> JavaScript will mop up most CLI apps in performance, including python and ruby, and will get close in perf to C if written carefully.
asm.js is what you mean?
If you so, you are not better to handwriting an assembly yourself.
I am kind of an involuntary webdev from time to time, and I am often the one invited to fix consequences of coding under influence, like a decision to write a GPS server with 100k+ packets per second load in Javascript.
People claiming that JS can be made be as fast as C have no idea at all what they say. Even Java with hand-jacked VM is easier to scale for such load than a JS server reduced to 1k lines of vanilla JS, using all and every performance trick Nodejs provides.
No I don't mean asm.js. You can write vanilla JS that avoids memory allocation beyond initialization as well as garbage collection, and runs certain algorithms faster than typical C due to differences such as JIT optimizations or the lack of a sentinel to terminate strings, etc.
My point was never to say that JS is in general as fast as C, only that a careful dev that is familiar with the VM's operation can get close for some tasks.
asm.js is what you mean?
If you so, you are not better to handwriting an assembly yourself.
I am kind of an involuntary webdev from time to time, and I am often the one invited to fix consequences of coding under influence, like a decision to write a GPS server with 100k+ packets per second load in Javascript.
People claiming that JS can be made be as fast as C have no idea at all what they say. Even Java with hand-jacked VM is easier to scale for such load than a JS server reduced to 1k lines of vanilla JS, using all and every performance trick Nodejs provides.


- [DIRECTIONS] For the material below, please count the lines containing "arrowhead". Reply with the count alone.

- [DATASET]
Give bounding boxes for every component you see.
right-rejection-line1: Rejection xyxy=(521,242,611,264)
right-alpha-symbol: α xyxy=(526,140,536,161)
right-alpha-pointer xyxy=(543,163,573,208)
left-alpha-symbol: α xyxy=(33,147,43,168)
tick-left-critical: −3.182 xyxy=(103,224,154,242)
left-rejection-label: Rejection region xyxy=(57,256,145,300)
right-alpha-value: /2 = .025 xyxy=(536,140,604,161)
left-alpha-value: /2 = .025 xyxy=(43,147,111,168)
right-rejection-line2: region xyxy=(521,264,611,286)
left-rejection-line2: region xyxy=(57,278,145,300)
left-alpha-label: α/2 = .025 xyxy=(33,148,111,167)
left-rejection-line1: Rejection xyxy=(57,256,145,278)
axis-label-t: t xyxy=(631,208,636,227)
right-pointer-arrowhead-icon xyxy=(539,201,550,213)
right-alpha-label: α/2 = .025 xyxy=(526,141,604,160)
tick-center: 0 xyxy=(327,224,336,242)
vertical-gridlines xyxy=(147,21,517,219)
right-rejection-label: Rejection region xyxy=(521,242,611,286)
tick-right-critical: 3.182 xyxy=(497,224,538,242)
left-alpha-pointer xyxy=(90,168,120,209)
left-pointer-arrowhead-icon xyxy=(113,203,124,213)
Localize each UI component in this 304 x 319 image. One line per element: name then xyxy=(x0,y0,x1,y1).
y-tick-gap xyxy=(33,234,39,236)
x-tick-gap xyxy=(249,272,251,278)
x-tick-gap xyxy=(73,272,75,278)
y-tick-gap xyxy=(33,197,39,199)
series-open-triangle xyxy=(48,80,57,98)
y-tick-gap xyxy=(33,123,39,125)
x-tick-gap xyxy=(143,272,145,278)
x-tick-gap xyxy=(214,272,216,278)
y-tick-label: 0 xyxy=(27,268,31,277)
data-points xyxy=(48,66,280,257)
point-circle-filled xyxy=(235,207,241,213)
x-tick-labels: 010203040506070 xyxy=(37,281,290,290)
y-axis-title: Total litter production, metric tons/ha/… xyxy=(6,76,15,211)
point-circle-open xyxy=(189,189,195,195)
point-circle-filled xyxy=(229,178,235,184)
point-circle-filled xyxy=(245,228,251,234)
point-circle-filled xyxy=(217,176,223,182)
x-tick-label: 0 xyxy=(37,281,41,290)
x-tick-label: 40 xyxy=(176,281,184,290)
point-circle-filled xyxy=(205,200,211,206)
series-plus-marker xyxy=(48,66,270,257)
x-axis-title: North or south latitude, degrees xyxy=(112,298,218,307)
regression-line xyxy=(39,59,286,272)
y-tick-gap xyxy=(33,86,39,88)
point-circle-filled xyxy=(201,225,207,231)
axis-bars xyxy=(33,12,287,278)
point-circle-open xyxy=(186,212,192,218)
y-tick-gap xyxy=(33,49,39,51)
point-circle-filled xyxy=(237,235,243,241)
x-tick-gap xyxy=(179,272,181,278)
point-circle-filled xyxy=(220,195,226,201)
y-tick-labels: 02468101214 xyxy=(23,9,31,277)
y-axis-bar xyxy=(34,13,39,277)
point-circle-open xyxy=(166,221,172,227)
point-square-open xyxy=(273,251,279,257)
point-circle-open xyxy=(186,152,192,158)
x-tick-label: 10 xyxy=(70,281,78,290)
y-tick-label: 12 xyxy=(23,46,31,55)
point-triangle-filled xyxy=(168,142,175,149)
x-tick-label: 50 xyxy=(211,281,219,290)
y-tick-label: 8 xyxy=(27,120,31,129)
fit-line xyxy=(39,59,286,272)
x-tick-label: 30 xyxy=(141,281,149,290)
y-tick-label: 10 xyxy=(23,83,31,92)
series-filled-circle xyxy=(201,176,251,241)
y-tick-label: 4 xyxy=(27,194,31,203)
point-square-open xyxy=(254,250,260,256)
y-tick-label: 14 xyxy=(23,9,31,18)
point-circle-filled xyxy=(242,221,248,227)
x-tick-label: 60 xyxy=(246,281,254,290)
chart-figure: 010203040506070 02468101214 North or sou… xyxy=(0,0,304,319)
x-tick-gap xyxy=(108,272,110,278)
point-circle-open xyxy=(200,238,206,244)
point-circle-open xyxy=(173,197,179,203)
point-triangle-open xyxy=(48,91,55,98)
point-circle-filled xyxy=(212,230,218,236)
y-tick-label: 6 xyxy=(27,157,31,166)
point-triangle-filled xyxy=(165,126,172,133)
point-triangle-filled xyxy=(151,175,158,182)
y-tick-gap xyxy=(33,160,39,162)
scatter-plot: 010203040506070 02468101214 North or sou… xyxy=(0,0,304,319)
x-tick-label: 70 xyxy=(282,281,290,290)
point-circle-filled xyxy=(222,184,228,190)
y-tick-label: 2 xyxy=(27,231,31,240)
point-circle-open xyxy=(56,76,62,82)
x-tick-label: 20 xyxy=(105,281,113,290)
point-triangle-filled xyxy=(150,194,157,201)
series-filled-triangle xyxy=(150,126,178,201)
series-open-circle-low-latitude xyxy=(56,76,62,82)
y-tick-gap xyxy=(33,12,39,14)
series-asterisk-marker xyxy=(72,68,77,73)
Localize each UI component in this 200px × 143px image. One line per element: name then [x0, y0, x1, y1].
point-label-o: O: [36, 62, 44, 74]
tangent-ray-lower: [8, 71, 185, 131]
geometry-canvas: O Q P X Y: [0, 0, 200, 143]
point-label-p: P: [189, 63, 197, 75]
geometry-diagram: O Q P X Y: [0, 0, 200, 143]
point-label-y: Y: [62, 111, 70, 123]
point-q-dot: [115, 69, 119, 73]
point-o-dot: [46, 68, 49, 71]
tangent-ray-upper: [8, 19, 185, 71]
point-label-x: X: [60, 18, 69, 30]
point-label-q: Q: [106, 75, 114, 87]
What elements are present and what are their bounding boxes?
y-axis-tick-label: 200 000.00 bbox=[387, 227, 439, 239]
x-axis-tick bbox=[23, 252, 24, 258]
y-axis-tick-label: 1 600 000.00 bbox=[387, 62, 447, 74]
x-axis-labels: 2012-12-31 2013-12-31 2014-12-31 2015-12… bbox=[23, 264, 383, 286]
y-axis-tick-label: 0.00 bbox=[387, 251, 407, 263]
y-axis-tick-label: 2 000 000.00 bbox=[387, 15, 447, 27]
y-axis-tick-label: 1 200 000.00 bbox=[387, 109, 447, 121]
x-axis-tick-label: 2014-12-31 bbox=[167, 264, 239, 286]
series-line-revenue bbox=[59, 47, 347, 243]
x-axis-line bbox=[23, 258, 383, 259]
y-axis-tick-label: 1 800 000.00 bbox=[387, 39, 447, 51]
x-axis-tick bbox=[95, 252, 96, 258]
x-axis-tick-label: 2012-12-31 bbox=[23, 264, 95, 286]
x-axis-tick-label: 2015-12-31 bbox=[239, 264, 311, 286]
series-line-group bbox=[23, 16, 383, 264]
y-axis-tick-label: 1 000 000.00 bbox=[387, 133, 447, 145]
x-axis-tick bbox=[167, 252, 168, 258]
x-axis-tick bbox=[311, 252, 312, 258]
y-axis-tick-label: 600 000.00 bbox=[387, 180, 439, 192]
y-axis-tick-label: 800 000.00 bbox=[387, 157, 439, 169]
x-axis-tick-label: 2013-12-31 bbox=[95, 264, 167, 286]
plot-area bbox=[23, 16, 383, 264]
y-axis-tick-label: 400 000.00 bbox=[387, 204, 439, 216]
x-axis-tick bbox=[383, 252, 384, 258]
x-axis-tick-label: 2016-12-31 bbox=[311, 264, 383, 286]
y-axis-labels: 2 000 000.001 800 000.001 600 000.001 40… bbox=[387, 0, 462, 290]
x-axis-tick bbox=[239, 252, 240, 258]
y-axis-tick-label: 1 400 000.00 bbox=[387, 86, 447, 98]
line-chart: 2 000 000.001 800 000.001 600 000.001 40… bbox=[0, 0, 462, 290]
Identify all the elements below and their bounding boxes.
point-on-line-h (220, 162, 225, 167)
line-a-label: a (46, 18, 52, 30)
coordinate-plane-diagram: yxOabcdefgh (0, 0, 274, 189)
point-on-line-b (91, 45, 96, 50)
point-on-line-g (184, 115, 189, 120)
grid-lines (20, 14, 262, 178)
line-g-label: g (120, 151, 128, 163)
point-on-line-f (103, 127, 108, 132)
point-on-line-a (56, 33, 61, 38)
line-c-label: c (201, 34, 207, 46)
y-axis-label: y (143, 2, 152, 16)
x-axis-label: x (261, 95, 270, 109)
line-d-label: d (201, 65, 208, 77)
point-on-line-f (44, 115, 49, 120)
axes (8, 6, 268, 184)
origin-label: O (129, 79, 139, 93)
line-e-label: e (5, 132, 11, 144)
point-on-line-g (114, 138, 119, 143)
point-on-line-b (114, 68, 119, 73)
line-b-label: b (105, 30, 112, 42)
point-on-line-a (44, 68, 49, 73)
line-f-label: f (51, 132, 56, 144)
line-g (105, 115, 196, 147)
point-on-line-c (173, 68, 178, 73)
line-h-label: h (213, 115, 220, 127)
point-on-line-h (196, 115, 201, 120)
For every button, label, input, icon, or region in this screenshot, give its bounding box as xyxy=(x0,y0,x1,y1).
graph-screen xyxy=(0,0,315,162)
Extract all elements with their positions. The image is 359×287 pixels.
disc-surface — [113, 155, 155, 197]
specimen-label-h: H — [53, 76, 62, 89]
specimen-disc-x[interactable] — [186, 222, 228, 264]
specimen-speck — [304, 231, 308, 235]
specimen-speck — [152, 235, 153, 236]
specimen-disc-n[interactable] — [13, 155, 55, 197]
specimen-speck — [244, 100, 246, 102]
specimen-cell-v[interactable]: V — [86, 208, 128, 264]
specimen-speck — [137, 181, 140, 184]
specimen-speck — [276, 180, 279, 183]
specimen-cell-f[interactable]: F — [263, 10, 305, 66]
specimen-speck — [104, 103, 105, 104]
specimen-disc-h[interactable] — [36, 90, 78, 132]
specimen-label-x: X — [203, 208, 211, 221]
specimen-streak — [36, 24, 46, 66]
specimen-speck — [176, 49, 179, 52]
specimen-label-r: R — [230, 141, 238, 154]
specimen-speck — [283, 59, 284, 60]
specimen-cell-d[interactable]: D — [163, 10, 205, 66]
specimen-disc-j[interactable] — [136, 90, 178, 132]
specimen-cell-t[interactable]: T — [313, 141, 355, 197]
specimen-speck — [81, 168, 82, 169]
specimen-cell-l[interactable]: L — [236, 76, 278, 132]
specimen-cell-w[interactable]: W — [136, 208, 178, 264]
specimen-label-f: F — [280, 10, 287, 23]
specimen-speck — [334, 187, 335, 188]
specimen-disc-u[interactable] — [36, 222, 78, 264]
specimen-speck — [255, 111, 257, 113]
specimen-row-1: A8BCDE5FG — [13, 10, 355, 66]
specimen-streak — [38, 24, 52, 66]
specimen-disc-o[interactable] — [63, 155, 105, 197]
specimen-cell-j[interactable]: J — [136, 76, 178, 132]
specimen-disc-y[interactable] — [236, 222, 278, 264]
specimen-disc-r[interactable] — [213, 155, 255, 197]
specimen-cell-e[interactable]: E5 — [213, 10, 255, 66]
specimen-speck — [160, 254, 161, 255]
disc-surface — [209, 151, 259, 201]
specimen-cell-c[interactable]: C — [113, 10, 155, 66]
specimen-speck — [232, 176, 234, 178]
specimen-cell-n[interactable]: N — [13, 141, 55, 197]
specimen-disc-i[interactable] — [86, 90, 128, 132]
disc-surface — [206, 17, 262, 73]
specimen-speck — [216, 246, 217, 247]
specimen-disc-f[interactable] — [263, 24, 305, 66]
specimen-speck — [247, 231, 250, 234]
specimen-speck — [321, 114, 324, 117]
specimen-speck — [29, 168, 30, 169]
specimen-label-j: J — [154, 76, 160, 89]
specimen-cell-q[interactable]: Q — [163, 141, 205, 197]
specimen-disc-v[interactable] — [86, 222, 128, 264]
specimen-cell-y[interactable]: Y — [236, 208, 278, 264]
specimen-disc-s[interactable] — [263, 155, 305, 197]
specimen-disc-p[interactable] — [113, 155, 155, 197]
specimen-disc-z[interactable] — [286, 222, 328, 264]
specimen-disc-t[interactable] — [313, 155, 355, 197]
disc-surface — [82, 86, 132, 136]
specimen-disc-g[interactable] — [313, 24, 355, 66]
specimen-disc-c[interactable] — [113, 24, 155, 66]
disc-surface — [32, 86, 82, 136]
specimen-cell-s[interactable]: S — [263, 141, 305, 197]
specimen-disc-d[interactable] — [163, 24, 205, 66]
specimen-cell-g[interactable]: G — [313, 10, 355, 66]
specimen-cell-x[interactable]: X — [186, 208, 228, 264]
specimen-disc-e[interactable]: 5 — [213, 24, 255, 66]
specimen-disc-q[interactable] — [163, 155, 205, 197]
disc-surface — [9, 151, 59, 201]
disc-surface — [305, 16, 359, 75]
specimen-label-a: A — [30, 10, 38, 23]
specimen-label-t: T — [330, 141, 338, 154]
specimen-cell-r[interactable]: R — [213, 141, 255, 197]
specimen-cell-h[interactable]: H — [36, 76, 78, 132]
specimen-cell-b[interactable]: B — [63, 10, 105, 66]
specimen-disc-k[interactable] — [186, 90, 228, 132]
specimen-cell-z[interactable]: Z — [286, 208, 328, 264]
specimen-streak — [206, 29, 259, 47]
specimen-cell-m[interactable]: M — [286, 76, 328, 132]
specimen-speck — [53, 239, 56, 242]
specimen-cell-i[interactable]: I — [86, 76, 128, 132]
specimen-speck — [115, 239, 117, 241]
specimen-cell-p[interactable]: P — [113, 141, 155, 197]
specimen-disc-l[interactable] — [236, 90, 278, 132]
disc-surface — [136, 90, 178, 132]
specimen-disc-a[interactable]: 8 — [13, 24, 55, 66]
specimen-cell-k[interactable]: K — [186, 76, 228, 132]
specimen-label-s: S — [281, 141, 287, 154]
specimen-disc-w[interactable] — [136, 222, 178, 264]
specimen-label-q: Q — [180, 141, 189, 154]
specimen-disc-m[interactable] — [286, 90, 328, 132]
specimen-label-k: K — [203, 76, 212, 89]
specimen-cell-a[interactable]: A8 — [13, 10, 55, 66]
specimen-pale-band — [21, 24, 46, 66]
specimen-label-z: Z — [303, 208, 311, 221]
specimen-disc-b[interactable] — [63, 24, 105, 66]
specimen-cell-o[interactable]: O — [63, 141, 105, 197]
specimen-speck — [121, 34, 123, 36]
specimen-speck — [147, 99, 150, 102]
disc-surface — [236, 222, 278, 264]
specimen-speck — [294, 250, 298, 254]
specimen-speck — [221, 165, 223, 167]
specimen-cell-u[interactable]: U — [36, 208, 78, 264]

- [ANSWER TO THE PROBLEM] 2